Review of Kenneth Koch’s The Banquet, with a note on Koch and Beckett

My review of Kenneth Koch’s complete plays, The Banquet — “‘Here Is Freshness and the Shore’s Timeless Teeth’: The Plays of Kenneth Koch” — has just been published at the Los Angeles Review of Books.  

Anyone familiar with Koch’s poetry will not be surprised to learn that his plays are extremely funny, playful, and diverse. Driven by delight in the play of language and the creation of surprising, odd situations, the plays exude the same boundless, manic creativity one finds in his poems, as well as the same childlike wonder, campy humor, inspired silliness, and unexpected moments of pathos. In fact, one of the pleasures of these plays is having the unusual opportunity to see key elements of Koch’s poetry, and poetry of the New York School more broadly, lifted off the page, set in motion, and turned into 3D spectacle.

My piece situates Koch’s abundant and delightful work for theater within the history of “Poets Theater,” “the long, hallowed tradition of poets writing for the stage, that stretches from Shakespeare and Jonson to Shelley, Byron, and other Romantics, to Yeats, Eliot, Auden, and beyond” — as well as within the context of twentieth-century avant-garde theater, art, and poetry.

An example of the latter can be seen in the fact that one of Koch’s important early plays shared a bill with a production of Samuel Beckett’s Endgame, an intriguing connection I didn’t get to talk about in the review.  Among the many interesting images included in the book is a playbill from a production at the Cherry Lane Theatre in 1962: a double-bill that featured Koch’s Bertha in tandem with a revival of Endgame (directed by Alan Schneider, the most esteemed and important of all directors of Beckett’s plays) — as part of a “Theatre of the Absurd” series.  

I love the idea of Koch’s play being performed in the same evening as Endgame, Beckett’s at that point very-new masterpiece.  You can still find contemporary reviews of that double-bill from the Village Voice and the New York Times, which both understandably rave about Endgame while being intrigued and bemused by Koch’s four-page mini-play.  “To attempt description is to risk the morass. Essentially, though, it is a bitter burlesque of power, war and civilization itself,” says the New York Times of Bertha, before concluding “The Theatre of the Absurd is not for the general taste. Nor, however, can it be denied.”  The Voice review begins by saying “Kenneth Koch’s Bertha is one of the silliest plays I’ve ever seen” and notes, with admirable precision, that it “is very funny about 8 times” in its 10 minutes running time.  Beckett’s play, on the other hand, “is not silly,” but is, as one might expect, “boring, engrossing, appalling, wildly funny, savagely whimsical, grindingly, grotesquely sad.”

In my review, I argue that Koch’s 1988 book One Thousand Avant-Garde Plays may be “the true centerpiece of Koch’s work in the theater.”  It is a series of 112 extremely short plays that range wildly over time and space and mood.  I mentioned that “reading them, one cannot help but imagine how delightful it would be to spend an evening seeing 15 or 20 of them performed.”  Although I haven’t been able to find any full-length video available of these plays, there is a 7 minute clip that presents highlights of a performance of a selection of these plays that was produced by the Oddfellows Playhouse at Guild Hall in Easthampton, NY, from 2002, just two weeks before Koch’s death.  (The ailing Koch can be seen on stage at the 5:20 mark, receiving flowers from the cast).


*ASSIGNMENT*
Where a line in the records below contains the string "interactable", tally it; give only the final number.
RECORDS PROVIDED below:
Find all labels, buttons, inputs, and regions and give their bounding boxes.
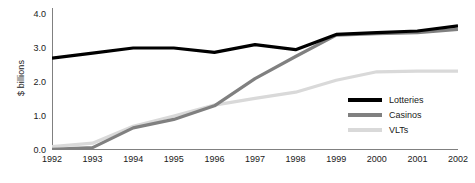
- legend-color-swatch: [348, 113, 382, 117]
- x-axis-tick-label: 2001: [407, 154, 427, 164]
- y-axis-tick-label: 1.0: [20, 111, 46, 121]
- x-axis-tick-label: 1992: [42, 154, 62, 164]
- x-axis-tick-labels: 1992199319941995199619971998199920002001…: [0, 154, 475, 174]
- x-axis-tick-label: 1999: [326, 154, 346, 164]
- line-chart: $ billions 0.01.02.03.04.0 1992199319941…: [0, 0, 475, 183]
- legend-item[interactable]: Casinos: [348, 107, 458, 122]
- legend-label: Casinos: [389, 110, 422, 120]
- x-axis-tick-label: 1996: [204, 154, 224, 164]
- x-axis-tick-label: 1997: [245, 154, 265, 164]
- legend-label: VLTs: [389, 125, 408, 135]
- legend-item[interactable]: VLTs: [348, 122, 458, 137]
- legend-color-swatch: [348, 128, 382, 132]
- y-axis-tick-label: 2.0: [20, 77, 46, 87]
- legend-item[interactable]: Lotteries: [348, 92, 458, 107]
- x-axis-tick-label: 2002: [448, 154, 468, 164]
- y-axis-tick-label: 4.0: [20, 9, 46, 19]
- x-axis-tick-label: 1994: [123, 154, 143, 164]
- x-axis-tick-label: 2000: [367, 154, 387, 164]
- x-axis-tick-label: 1995: [164, 154, 184, 164]
- y-axis-tick-label: 3.0: [20, 43, 46, 53]
- legend-label: Lotteries: [389, 95, 424, 105]
- series-line-lotteries: [52, 26, 458, 58]
- x-axis-tick-label: 1993: [83, 154, 103, 164]
- x-axis-tick-label: 1998: [286, 154, 306, 164]
- legend-color-swatch: [348, 98, 382, 102]
- legend: LotteriesCasinosVLTs: [348, 92, 458, 137]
End of RECORDS PROVIDED.
*WRITTEN ANSWER*
3